Even when genocidal leaders were eventually turned over to the tribunal, the problem remained that the UN had forbidden the court to recommend a death penalty. The Nazis at Nuremberg and the Japanese war criminals in Tokyo had faced the death penalty after World War II. Were the crimes committed against humanity in Rwanda lesser offenses than those which prompted the Genocide Convention to be written? According to Kagame, when Rwanda protested that the tribunal should carry the death penalty out of respect for Rwanda’s laws, the UN advised Rwanda to abolish
its
death penalty. Kagame called this advice “cynical.”

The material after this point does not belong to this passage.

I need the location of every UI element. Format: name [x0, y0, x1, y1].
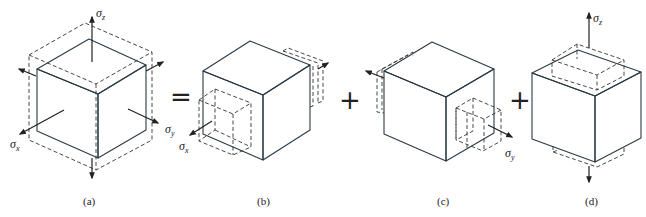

“The Rwandan people know this is the same international community that stood by and watched them get killed,” Gerald Gahima said. And his RPF colleague Tito Ruteremara, noting that Rwandans convicted by the tribunal were expected to serve their sentences in Scandinavia, told me, “It doesn’t fit our definition of justice to think of the authors of the Rwandan genocide sitting in a full-service Swedish prison with a television.” As it turned out, even those Hutu Power leaders who wound up in custody at Arusha found the croissants they were regularly served for breakfast a bit rich. After a while, the tribunal prisoners mounted a protest to demand a normal Rwandan breakfast of gruel.

17

“IN YOUR COUNTRY,” the RPA colonel said, “I think you have many comedians.” We were sitting on his porch, in the cool, drizzling night of the central Rwandan highlands, drinking beer and whiskey and eating boiled potatoes and brochettes of grilled goat. The colonel dragged a chunk of meat off his skewer with his teeth. He chewed on it for a while, then he said, “In my understanding, many of these comedians in America are black. Why do you think that is?”

I suggested that it might have to do with adversity. People who feel up against it sometimes develop a canny take on how the world works—the rawness of it, the absurdities—and sometimes, if they’re funny, they make fun of it.

“Those black guys
are
funny,” the colonel said.

I said, “The funny ones are.”

He coughed out a one-syllable chuckle and the other guys on the porch, his associates, followed him with some laughter. After a while, the colonel said, “No comedians in Rwanda. Plenty of black people, plenty of adversity—no comedians.”